Tengu seized the kil er's shoulders and its claws dug in. The glowing eyes of the demon flared brighter, singing eternal death. The kil er cried out for mercy. Tengu shoved a closed fist into his chest and slithered into the kil er's body as if it were a pool of water, not a body of flesh. The sharp tail disappeared with a snap and a twist.
Bolting upright in his bed, soaked, a kil er opened his own eyes, gasping for breath as if surfacing in the sea. He was drenched in sweat, his heart pounding like a hammer, his right hand curled as if grasping a weapon. Heavy in his mind, glowering and cloudy, he beheld a rotting, staring hooded face -one of the very few things that could cause him real terror-but he would not speak name or t.i.tle tonight. It has to be tonight or never-there is no more time.
Chapter I.
1250 B.C. The City of Ke'elei Kreios knew firsthand Who it was that had His large, powerful, hand under the universe. It is-was-wil be-G.o.d; the Most High. Kreios had looked into His eyes and saw the flame of fire that burned there. He felt the Presence and in those eyes he saw more than he could ever say in one lifetime -even a lifetime as long as his would be.

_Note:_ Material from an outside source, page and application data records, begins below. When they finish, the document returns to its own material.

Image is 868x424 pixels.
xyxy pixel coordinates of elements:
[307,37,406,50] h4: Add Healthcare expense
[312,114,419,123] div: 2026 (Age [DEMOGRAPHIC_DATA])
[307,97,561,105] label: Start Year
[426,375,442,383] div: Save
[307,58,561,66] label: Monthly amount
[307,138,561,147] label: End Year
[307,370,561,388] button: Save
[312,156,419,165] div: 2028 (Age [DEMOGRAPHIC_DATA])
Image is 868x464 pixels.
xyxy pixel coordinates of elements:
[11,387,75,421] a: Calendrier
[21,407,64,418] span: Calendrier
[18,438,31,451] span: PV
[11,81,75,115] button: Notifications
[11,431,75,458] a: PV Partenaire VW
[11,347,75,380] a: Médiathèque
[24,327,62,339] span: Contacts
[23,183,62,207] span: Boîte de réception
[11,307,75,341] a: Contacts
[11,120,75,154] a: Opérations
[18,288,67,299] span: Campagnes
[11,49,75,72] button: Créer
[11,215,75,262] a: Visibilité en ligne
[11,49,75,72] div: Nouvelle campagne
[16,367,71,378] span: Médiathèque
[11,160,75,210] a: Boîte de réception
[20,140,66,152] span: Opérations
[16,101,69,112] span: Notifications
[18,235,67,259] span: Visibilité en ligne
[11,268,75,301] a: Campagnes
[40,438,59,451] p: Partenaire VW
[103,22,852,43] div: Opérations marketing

Kreios feared G.o.d in a way that gave bedrock meaning to the word. The Al -Powerful Knowing Master that ruled and reigned could, in an instant, know every choice that would be made in a single life. Even the earth knew Who had spun it into existence. Kreios knew Him as El, or the power of El. The saying was true that El was all in all.

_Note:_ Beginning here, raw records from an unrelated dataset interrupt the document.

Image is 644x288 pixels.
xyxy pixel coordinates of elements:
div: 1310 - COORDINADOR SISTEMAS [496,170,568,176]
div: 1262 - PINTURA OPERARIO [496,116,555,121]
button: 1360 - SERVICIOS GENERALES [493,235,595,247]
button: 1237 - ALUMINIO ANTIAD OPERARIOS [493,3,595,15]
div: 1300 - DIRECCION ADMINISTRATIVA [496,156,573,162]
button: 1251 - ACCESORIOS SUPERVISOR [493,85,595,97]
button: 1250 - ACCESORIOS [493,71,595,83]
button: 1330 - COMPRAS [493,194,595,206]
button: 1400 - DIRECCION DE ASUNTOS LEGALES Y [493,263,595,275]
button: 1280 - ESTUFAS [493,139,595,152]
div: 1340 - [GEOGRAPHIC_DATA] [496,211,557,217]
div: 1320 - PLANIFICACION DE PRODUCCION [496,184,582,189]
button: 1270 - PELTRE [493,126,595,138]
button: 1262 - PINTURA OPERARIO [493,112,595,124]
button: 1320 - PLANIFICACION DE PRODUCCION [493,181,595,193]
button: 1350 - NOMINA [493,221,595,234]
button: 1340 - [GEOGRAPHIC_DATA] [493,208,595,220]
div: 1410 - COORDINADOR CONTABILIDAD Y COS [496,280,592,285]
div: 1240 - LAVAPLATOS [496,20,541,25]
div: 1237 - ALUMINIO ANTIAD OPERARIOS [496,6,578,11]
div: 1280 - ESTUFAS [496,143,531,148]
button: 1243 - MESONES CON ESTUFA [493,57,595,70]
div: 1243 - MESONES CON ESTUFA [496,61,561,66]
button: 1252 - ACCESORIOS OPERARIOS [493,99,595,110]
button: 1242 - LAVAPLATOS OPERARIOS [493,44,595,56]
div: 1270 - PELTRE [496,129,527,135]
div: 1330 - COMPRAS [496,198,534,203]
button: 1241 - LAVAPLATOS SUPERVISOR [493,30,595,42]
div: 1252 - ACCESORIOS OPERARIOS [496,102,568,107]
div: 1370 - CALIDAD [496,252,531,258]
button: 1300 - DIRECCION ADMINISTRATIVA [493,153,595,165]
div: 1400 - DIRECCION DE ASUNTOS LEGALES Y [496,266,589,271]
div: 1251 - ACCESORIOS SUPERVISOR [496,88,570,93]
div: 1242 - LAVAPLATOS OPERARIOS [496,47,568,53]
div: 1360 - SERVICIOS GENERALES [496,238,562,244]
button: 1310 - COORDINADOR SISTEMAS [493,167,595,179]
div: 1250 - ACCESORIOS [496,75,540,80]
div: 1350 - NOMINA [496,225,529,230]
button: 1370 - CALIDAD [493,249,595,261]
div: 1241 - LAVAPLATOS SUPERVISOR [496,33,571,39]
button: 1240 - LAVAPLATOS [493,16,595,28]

Kreios's thinking was best done in the air, where the cool scent of the earth fil ed his nostrils and mind. He could think clear thoughts in the blank canvas above, where the land below rippled in undulations and trees seemed to grow from nothing, in an order known only to El.
He was glad that Maria, wife to his beloved brother, was safe-and his daughter as wel , in the hidden city at Ke'elei. Most simply cal ed it, ”The City.”
No more was ever needed. It was the most beautiful place on earth. A long val ey of tal green gra.s.s led up to it in a lush carpet, shouting out with the truest color he had seen since he left home.
They had been in The City for two days now, and Kreios took his morning flight over the vast val ey that lay nestled between snow-capped peaks rising sharply, like teeth, toward the sky. On the north end was a sheer cliff of rusty red that stood in stark contrast to the calm green val ey. It reminded Kreios of what he had seen in parts of the world where deserts gripped the earth and the sun was king.